On the Rebuilding of Jewish Communities
in Germany since 1945

 

Abstract

While much has been written in the last three decades about Jewish life in postwar Germany, Harry Maor's 1961 dissertation remains the most detailed and valuable study of the reconstruction of Jewish communities in the years immediately following 1945.

In three separate sections he analyzes the historical background of the Jews in Germany, their demographic development, and the ways in which they identified themselves as an ethnic group and religious community. Maor describes the paradox whereby Germany became a temporary safe haven for Jewish refugees from Eastern Europe after the war. With the end of the Allied administration in Germany and the establishment of the State of Israel, most Jewish Displaced Persons eventually left Germany. Maor's study focuses on the few who stayed, on those who built new Jewish communities along with Jews who had survived the war in Germany and others who returned from exile.

Using previously unavailable data about the geographical distribution and professional activities of postwar German Jews, most of whom lived from small business or retirement money, Maor compares their situation to that of prewar German Jews. While Berlin had suffered an enormous loss, hosting only about 5% of its former Jewish population, other cities like Munich, were up to about 30% or 40% of their prewar Jewish population. Maor also documents the different geographical distribution of German Jews, most of whom lived in the West and North, and East European Jews who lived mostly in the South. Maor's study goes on to analyze the organizational structure of postwar German Jewry and the path that led to the establishment of the Central Council of Jews in Germany. In discussing the issue of identity, Maor points to the surprisingly high rate of mixed marriages in postwar Germany.

Many of the problems indicated by Maor for the 1950s are still relevant today, such as the need to import leadership in the form of Rabbis and teachers. His somewhat optimistic outlook is more relevant today than ever given the recent wave of immigration from Eastern Europe, a development that Maor himself of course could not have anticipated. As German Jewry confronts a new historical situation today, Maor’s pioneering study deserves a broad readership among all those concerned with the German-Jewish past.

Curriculum Vitae

Harry Maor (1914 - 1982), childhood in Munich and schooling at the Hoechberg Jewish Teachers' Institute near Wuerzburg. 1933 -1953 in Palestine/Israel, private teacher and social worker. 1953 -1963 again in Germany, first editor at the Juedische Allgemeine Wochenzeitung, the General Jewish weekly newspaper in Germany, later director of services for Jewish youth at the Central Welfare Office of the Jews in Germany. 1961 Ph.D. (Sociology) Mainz University. 1963 - 1972 worked as a teacher and translator in Germany, Israel and Canada. 1970 he became Privatdozent at the University of Heidelberg. 1972-1979 Professor at the Gesamthochschule in Kassel. 1979 retirement and return to Israel.

Dr. Maor wrote "Soziologie der Sozialarbeit" (Sociology of Social Work), (Kohlhammer, 1975) and edited with Ruth Deutscher and Gerhard Fieseler "Lexikon der sozialen Arbeit" (Dictionary of Social Work) (Kohlhammer, 1978).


**What to work on**
Please restate exactly the lines of the data below, beginning with the line containing "Given a 1024w" and ending with the last line.

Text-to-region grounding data
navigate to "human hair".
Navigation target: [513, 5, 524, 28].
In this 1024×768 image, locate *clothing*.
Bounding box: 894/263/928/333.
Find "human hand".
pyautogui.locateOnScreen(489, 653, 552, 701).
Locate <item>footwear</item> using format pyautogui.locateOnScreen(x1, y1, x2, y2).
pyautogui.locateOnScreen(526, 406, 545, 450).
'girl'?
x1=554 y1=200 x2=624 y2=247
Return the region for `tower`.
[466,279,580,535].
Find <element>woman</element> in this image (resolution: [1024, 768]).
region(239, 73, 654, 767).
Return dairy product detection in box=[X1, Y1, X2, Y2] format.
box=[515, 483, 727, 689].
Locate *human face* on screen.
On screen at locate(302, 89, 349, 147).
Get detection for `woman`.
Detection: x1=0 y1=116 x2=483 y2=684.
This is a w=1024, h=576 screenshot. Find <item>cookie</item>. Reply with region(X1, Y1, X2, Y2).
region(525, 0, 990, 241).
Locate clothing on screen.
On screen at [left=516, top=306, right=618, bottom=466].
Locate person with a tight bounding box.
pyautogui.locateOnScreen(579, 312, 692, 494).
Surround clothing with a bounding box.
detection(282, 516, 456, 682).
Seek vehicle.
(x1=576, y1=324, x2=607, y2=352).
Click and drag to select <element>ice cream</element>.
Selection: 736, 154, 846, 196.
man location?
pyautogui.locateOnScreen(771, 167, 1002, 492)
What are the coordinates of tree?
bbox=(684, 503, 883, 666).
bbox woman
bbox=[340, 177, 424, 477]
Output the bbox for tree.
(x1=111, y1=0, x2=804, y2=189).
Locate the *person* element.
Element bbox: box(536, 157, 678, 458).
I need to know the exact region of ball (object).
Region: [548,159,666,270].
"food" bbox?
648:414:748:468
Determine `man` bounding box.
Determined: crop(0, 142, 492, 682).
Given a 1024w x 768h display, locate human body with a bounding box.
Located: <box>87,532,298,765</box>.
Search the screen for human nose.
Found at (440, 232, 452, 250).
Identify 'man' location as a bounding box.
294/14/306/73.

**Answer**
Given a 1024w x 768h display, locate human body with a bounding box.
Located: <box>87,532,298,765</box>.
Search the screen for human nose.
Found at (440, 232, 452, 250).
Identify 'man' location as a bounding box.
294/14/306/73.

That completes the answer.